Rosie Thomas, "a master storyteller" has been enrapturing readers, earning awards, and garnering critical praise for more than three decades (Cosmopolitan). In Other People's Marriages, she offers a breathtaking look at marriage and relationships, with "the five families"—the pleasantly hospitable Frosts, the brash and sexy Cleggs, flirtatious Jimmy Rose and aloof Star, maternal Vicky and reliable Gordon Ransome, Michael Wickham and his perfect wife, Marcelle. Old friends, their lives are interwoven in a comfortable pattern of school runs and Sunday golf, barbecues, and shared holidays.
Until Nina Cort returns to the cathedral city of her childhood. Rich sophisticated and newly widowed, Nina is an exotic thread in the pattern, whose intrusion reveals a web of hidden flaws. In the course of a year from which none will emerge unscathed, the five families and Nina discover that you can never truly know the fabric of other people's marriages. Perhaps not even of your own . . .
"Bestselling author Thomas traces an insightful and touching tale of love found and sustained in her latest novel of contemporary domestic mores . . . A book filled with major pleasures, the foremost of which is Thomas's vivid and realistic depiction of men and women struggling to sustain romantic and erotic love amid the draining demands of family life." —Publishers Weekly
PUBLISHERS WEEKLY
Bestselling author Thomas ( The White Dove ) traces an insightful and touching tale of love found and sustained in her latest novel of contemporary domestic mores.
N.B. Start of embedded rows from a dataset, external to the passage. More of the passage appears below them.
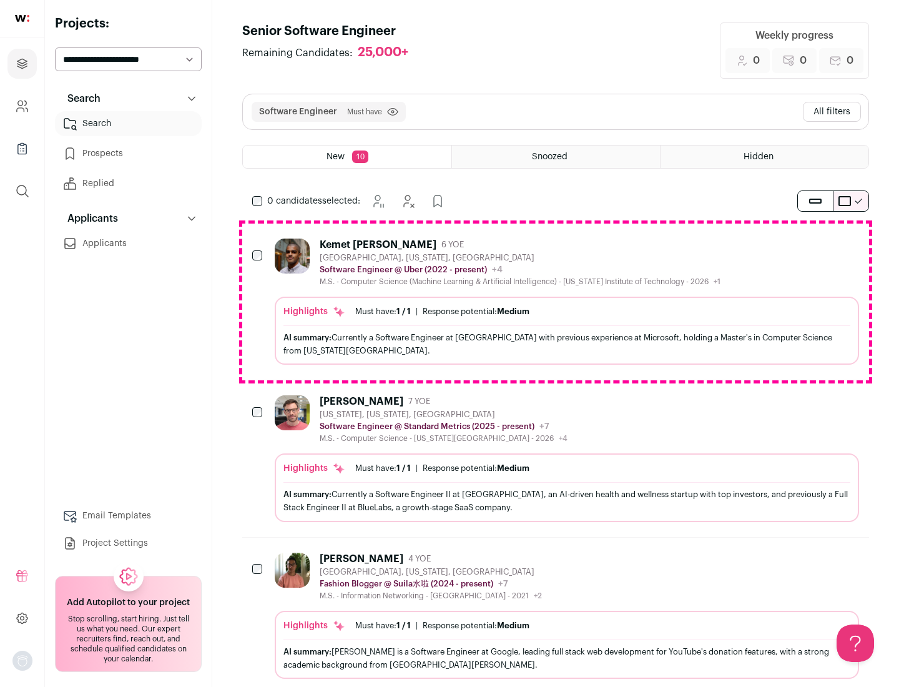  Describe the element at coordinates (22, 661) in the screenshot. I see `button: Open dropdown` at that location.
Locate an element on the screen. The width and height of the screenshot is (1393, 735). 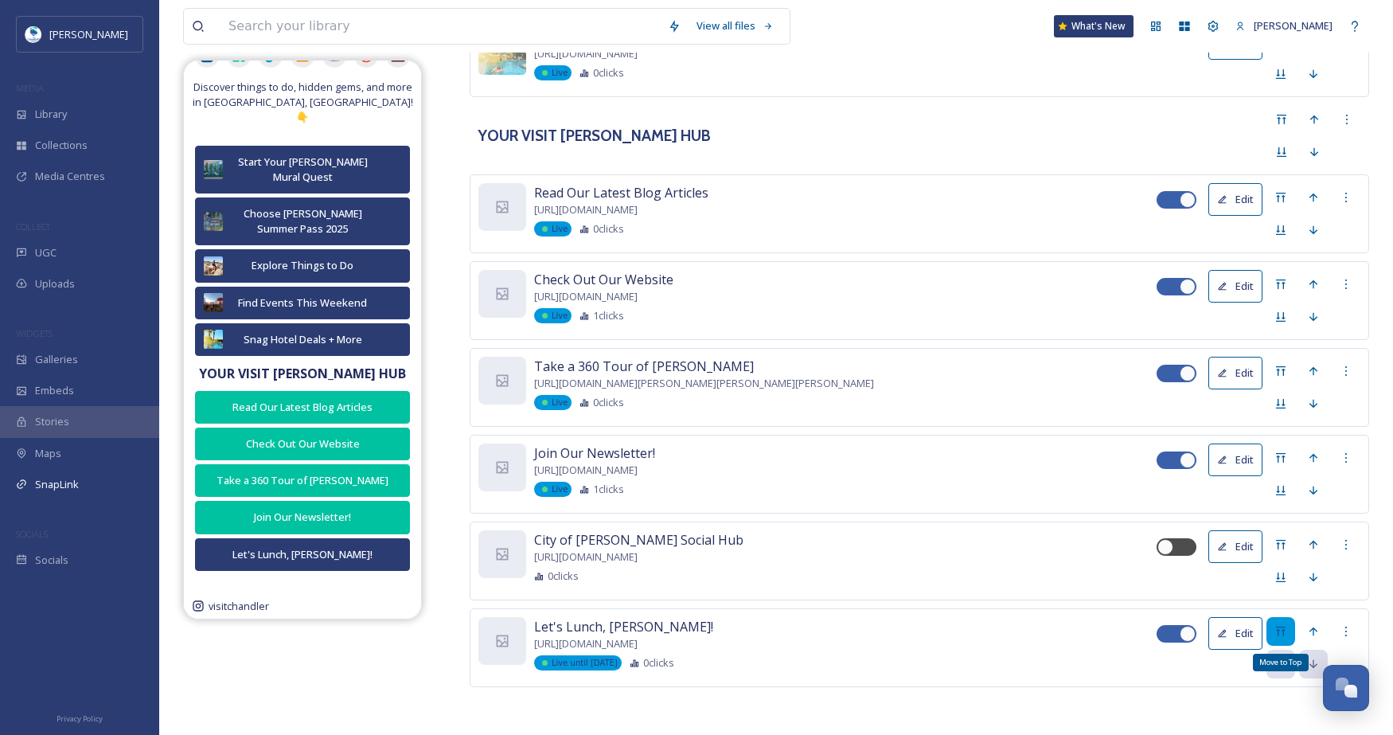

Since London evokes too many memories of her happy marriage, widowed Nina Cort--beautiful, rich, talented and still young--leaves for her nearby home town of Grafton, where she is drawn into the complicated emotional lives of five married couples. Initially envying the domestic comforts of her new friends, she soon picks up the sounds of strains. Marcelle Wickham is frustrated by her husband's reserve; Gordon Ransome, tired of his wife's preoccupation with the children, gravitates toward Nina, and she to him. Their eventual affair causes huge waves in the small community. Infidelity follows infidelity, resulting in both renewal and separation. Nina, as the stock figure who serves as catalyst for all the marital transformations, is somewhat romanticized, but this is just a small annoyance in a book filled with major pleasures, the foremost of which is Thomas's vivid and realistic depiction of men and women struggling to sustain romantic and erotic love amid the draining demands of family life.